Utility Tangiblisation - Getting Hold of the Problem

Utility Tangiblisation - Getting Hold of the Problem

 

In a recent FT article on the demand for gold, Gillian Tett noted how "ordinary people are unnerved about how money works. Gold is tangible."

Intangibility is not just a problem for money. It is a perennial issue with utilities. Energy management is continually hindered by its invisible, hidden, nature. Even water is transient; gone in a blink down the sink of forgetfulness; elusively present for the brief twist of the tap and memory's faint echo of a flush.

Making utilities tangible has traditionally extended no further than splashing a few colours on a usage graph. Like an x-ray, interpreting the bars and pigments was the domain of specialists; specialists who could diagnose worrying shadows and anomalous peaks. These specialists aren't life savers, just energy savers, but they have a role to play.

Technology, as this generation's great enabler, has brought us many wonders. One of the most exciting is the manipulation and presentation of data. In some respects, data visualisation has even managed to transcend technology to become art

This ability to turn numbers into messages is at the heart of what we may look back on as a defining moment in the tangiblisation of utilities. This is more than Big Data. It's more than suppliers spotting trends across a million meters. It's about making data personal.

Perhaps the popularity of smart thermostats are the clearest example of utility tangiblisation. The Nest, a product of an ex-Apple designer and now owned by Google, can be viewed as just a clever way of controlling heating. But what it does, in a way that home energy monitoring devices up to this point have failed to do, is engage the user in an otherwise invisible process: reducing energy use.

It's no surprise that this approach heralds from Silicon Valley technologists and not the utility industry. It takes a different perspective to turn data into a product but it just happens to be the perspective that software and technology companies need to compete.

Whilst the Nest may seem to be just a fancy way of controlling your heating what it has done is demonstrate that there are solutions to the problem of making utilities tangible. More solutions are needed if we are to engage users, perhaps without them actively knowing, in the role of managing their own utilities.

If the problem of utility tangiblisation continues to be solved it may end up being the foundation for building a society actively engaged in energy efficiency (whether we, as consumers, realise that's what we're doing, or not).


PROBLEM TO WORK ON >> Copy the lines below that contain "Muscle".

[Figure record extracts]

<<<<

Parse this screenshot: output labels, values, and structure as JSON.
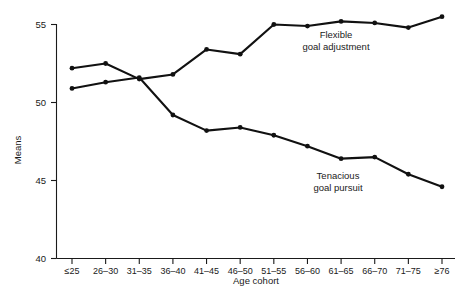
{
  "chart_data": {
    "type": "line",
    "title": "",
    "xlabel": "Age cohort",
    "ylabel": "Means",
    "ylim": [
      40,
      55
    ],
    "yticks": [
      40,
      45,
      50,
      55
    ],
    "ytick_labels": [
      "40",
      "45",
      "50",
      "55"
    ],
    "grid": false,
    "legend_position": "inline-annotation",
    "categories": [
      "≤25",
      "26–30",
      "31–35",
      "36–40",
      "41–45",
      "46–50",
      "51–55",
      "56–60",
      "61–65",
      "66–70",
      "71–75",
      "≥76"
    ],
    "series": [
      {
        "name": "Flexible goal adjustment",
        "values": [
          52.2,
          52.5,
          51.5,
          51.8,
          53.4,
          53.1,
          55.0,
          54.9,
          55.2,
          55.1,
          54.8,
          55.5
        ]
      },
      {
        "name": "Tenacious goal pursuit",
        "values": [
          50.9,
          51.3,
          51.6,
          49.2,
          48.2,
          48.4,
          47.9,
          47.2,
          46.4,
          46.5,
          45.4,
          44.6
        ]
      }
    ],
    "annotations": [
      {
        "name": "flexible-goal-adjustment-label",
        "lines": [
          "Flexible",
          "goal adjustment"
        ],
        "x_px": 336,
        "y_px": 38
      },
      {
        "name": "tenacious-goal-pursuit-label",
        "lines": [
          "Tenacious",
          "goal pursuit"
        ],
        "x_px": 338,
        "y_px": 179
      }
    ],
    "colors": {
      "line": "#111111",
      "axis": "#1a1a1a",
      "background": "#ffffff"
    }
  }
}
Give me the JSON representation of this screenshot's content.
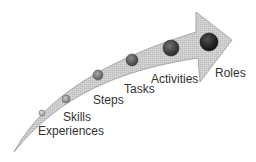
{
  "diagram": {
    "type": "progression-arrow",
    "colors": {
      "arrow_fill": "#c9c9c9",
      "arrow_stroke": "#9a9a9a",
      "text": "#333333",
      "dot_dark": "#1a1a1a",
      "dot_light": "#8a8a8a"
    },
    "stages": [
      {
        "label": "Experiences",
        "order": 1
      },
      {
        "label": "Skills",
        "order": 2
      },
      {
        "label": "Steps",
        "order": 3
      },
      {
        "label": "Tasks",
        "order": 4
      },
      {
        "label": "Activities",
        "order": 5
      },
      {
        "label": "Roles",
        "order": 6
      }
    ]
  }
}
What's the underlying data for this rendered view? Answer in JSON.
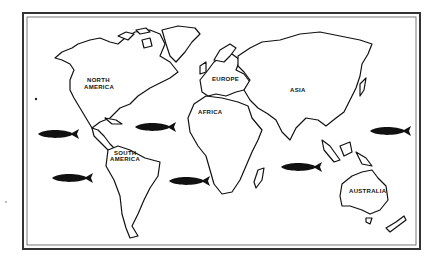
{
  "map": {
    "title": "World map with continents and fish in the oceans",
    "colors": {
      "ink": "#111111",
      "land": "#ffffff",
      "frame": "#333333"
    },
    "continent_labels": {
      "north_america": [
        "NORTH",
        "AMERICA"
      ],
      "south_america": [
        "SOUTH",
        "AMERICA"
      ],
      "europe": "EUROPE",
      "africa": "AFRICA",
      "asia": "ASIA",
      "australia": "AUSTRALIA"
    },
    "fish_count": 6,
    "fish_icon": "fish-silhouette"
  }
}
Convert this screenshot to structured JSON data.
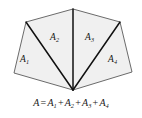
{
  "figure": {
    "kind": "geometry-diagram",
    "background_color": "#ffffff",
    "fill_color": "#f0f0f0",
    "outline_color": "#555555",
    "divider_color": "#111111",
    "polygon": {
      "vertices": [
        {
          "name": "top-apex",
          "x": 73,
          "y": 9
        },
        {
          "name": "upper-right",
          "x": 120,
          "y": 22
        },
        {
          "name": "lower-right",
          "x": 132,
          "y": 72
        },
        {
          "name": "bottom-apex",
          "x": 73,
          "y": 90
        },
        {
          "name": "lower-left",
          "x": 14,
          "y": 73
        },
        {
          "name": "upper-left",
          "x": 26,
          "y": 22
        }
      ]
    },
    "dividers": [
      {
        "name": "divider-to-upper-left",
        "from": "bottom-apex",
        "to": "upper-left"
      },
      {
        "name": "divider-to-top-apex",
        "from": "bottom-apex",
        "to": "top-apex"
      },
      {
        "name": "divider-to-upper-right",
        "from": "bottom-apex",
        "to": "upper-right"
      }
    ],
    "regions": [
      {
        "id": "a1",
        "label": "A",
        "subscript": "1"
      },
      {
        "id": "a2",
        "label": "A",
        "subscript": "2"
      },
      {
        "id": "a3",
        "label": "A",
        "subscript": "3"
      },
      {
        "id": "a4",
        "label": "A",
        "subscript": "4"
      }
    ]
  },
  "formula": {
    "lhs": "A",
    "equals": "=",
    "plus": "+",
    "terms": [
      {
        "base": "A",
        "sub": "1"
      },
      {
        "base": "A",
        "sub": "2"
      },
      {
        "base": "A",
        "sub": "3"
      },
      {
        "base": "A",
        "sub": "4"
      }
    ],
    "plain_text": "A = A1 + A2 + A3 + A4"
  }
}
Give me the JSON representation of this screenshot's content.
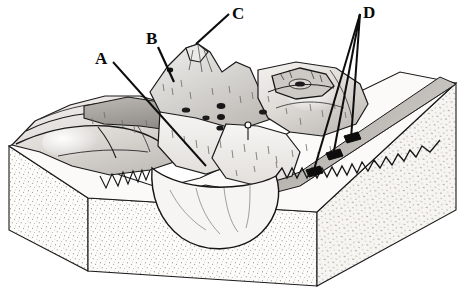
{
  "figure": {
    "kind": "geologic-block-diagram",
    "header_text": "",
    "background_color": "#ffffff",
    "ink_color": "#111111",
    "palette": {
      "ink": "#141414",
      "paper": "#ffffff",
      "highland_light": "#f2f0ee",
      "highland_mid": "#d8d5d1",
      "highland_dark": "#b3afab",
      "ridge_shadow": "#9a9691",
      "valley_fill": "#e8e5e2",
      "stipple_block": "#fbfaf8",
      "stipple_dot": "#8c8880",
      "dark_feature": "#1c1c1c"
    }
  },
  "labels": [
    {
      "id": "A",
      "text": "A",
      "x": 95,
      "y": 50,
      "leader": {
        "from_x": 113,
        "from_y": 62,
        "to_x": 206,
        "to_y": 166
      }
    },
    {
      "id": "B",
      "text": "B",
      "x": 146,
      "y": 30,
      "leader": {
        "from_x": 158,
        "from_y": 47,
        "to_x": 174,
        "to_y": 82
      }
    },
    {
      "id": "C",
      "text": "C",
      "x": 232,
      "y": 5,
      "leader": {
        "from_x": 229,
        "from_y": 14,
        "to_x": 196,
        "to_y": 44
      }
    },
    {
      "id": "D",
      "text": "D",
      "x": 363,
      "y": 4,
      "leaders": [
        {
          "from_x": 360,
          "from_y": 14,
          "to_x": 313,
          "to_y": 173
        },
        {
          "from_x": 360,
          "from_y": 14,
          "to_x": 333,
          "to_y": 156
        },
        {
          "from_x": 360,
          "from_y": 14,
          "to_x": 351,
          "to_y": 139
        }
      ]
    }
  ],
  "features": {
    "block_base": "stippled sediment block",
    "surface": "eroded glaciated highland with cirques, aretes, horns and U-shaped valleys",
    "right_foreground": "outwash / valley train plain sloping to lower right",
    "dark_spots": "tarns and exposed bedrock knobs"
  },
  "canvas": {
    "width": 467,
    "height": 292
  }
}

>>>>
<<<<

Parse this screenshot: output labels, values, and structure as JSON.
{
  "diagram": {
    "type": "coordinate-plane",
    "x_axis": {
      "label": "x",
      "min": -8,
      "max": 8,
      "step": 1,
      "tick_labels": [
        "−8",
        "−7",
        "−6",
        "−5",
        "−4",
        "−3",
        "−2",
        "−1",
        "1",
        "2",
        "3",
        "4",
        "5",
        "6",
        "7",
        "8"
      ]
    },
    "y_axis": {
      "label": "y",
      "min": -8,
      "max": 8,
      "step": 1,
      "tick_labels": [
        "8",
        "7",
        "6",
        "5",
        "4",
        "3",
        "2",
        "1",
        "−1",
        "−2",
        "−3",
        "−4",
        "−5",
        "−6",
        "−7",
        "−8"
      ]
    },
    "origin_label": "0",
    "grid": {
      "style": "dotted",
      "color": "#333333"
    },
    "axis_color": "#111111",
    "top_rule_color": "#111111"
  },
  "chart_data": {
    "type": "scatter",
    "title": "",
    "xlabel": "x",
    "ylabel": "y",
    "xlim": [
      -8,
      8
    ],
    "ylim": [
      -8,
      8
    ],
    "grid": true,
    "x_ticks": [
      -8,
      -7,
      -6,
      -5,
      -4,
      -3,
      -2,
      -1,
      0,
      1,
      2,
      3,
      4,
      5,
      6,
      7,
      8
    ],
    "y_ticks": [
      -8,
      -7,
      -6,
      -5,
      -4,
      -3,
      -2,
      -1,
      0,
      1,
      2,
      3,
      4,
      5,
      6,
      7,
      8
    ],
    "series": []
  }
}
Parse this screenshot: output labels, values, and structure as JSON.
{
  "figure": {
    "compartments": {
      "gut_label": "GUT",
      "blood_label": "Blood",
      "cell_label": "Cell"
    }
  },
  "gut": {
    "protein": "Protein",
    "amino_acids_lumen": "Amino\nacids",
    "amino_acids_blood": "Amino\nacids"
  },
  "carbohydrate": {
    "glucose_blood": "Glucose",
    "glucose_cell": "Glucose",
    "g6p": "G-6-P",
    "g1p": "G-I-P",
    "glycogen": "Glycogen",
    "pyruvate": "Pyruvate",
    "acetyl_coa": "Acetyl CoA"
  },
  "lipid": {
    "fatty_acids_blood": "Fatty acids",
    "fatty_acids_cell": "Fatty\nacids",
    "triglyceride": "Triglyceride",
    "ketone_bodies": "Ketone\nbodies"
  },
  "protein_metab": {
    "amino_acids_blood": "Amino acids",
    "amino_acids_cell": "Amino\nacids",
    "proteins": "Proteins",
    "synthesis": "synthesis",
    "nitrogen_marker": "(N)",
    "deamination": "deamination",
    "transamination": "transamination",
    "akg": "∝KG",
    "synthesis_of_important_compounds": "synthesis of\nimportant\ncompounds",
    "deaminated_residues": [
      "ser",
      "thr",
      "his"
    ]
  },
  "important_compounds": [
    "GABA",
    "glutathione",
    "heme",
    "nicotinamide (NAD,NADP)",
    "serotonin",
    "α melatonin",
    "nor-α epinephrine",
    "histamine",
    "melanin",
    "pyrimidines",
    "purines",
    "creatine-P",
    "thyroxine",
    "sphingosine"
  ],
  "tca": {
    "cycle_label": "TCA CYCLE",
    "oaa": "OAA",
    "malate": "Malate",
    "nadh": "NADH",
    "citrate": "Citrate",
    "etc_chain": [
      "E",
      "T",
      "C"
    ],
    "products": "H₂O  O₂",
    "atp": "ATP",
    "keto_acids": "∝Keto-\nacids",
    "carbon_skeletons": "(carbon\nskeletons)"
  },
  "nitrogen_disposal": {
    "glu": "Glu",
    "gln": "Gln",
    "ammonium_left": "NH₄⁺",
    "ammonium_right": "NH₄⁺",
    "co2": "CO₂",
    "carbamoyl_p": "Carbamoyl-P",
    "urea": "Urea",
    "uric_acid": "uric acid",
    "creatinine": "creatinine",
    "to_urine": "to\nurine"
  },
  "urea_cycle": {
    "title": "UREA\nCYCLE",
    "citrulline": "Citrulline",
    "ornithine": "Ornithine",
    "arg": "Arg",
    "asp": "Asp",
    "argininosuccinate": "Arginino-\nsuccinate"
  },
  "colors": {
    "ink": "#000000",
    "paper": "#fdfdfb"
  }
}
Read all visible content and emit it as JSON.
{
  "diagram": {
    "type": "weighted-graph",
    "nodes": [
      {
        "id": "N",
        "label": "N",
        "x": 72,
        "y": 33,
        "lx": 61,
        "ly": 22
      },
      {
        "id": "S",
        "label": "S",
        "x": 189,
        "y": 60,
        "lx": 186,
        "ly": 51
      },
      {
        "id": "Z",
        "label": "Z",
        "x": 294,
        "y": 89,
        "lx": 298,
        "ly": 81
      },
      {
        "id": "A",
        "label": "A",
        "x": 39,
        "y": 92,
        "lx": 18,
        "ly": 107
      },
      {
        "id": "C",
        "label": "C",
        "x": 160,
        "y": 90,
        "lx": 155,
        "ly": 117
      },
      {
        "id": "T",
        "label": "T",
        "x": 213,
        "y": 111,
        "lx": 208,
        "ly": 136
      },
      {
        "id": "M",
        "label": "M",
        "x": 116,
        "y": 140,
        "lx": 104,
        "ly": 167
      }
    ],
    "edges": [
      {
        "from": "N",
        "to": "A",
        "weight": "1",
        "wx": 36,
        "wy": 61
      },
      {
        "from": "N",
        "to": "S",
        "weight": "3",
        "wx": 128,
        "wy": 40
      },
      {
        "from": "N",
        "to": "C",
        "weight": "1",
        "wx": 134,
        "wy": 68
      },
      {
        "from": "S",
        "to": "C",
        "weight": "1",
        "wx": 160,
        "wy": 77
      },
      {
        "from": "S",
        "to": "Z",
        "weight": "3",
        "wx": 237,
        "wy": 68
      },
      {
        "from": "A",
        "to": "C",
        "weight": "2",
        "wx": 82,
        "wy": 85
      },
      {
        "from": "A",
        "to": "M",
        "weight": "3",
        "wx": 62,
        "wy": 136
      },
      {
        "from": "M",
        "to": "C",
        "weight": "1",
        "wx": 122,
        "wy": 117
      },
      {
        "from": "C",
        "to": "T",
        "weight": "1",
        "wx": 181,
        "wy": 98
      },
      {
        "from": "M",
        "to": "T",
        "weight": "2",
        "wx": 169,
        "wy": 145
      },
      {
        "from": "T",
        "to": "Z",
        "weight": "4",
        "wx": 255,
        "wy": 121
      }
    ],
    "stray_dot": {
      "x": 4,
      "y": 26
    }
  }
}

>>>>
<<<<

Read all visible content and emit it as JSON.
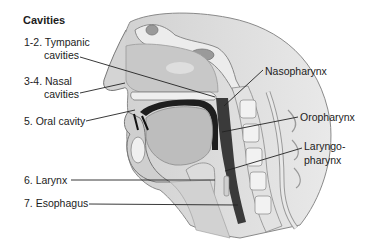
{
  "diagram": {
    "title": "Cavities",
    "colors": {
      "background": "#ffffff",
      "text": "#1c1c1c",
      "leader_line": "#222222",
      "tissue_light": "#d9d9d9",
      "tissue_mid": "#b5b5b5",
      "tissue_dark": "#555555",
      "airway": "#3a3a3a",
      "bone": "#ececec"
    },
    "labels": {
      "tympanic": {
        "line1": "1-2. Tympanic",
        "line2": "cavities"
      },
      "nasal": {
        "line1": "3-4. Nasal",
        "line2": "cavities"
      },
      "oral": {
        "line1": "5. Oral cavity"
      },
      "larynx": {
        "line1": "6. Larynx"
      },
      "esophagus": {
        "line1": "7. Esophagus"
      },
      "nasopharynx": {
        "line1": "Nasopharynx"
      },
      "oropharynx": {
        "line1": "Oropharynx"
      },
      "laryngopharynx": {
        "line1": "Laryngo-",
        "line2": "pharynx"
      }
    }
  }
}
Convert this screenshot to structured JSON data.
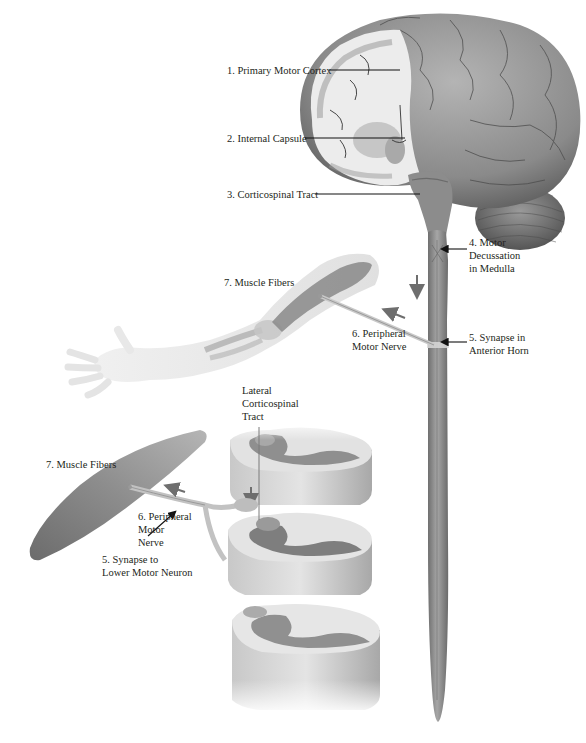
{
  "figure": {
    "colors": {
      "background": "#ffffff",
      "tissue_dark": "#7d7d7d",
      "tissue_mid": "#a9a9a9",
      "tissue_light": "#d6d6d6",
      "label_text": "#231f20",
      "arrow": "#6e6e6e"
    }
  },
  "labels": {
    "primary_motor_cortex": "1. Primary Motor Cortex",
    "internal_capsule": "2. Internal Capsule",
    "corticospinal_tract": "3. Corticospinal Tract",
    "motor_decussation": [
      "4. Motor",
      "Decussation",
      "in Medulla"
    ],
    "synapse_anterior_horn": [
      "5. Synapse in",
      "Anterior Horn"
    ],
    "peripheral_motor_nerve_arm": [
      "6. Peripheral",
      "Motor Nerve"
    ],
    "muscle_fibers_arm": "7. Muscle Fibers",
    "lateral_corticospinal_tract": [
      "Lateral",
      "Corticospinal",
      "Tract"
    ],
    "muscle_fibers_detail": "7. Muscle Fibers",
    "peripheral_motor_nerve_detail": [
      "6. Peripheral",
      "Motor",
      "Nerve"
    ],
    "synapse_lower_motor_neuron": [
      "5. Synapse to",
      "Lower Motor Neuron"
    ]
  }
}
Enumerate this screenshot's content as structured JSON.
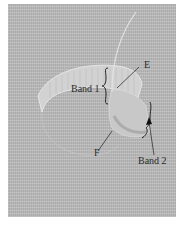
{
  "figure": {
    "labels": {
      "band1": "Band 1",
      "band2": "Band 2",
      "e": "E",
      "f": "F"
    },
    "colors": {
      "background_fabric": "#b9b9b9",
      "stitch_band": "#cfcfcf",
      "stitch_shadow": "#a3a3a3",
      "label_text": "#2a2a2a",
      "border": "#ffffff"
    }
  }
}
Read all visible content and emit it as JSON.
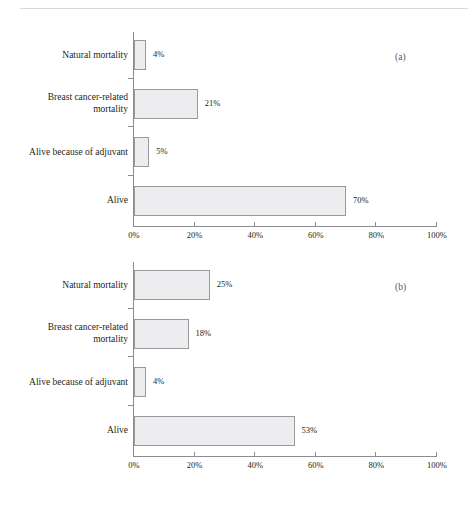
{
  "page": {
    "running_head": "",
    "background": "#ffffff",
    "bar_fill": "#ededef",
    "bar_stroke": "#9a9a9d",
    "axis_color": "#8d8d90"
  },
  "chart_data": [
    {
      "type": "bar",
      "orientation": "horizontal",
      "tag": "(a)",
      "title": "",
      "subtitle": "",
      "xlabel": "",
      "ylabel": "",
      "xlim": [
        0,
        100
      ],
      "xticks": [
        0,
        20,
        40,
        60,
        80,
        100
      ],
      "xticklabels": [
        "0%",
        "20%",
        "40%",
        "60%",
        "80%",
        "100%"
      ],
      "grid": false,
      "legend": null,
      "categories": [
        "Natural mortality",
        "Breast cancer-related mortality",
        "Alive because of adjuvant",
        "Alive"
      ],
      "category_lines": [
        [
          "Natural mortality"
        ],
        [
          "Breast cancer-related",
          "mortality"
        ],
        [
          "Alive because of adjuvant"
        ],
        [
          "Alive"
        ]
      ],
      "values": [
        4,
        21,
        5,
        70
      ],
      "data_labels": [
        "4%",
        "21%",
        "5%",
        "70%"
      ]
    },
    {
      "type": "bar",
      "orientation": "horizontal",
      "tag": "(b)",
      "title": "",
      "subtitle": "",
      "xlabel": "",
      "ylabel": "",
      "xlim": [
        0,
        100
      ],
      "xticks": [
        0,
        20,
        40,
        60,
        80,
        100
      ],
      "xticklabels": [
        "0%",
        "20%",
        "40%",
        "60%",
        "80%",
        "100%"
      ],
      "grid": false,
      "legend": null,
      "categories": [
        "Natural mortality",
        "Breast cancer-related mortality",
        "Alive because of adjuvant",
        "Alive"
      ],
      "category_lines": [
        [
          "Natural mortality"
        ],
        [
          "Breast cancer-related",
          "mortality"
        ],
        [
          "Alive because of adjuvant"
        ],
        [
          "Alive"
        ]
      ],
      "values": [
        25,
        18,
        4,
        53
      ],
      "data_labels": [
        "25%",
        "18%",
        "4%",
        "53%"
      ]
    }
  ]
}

>>>>

SOLUTION TO THIS TASK >>
    "muscle_fibers_arm": "7. Muscle Fibers",
    "muscle_fibers_detail": "7. Muscle Fibers",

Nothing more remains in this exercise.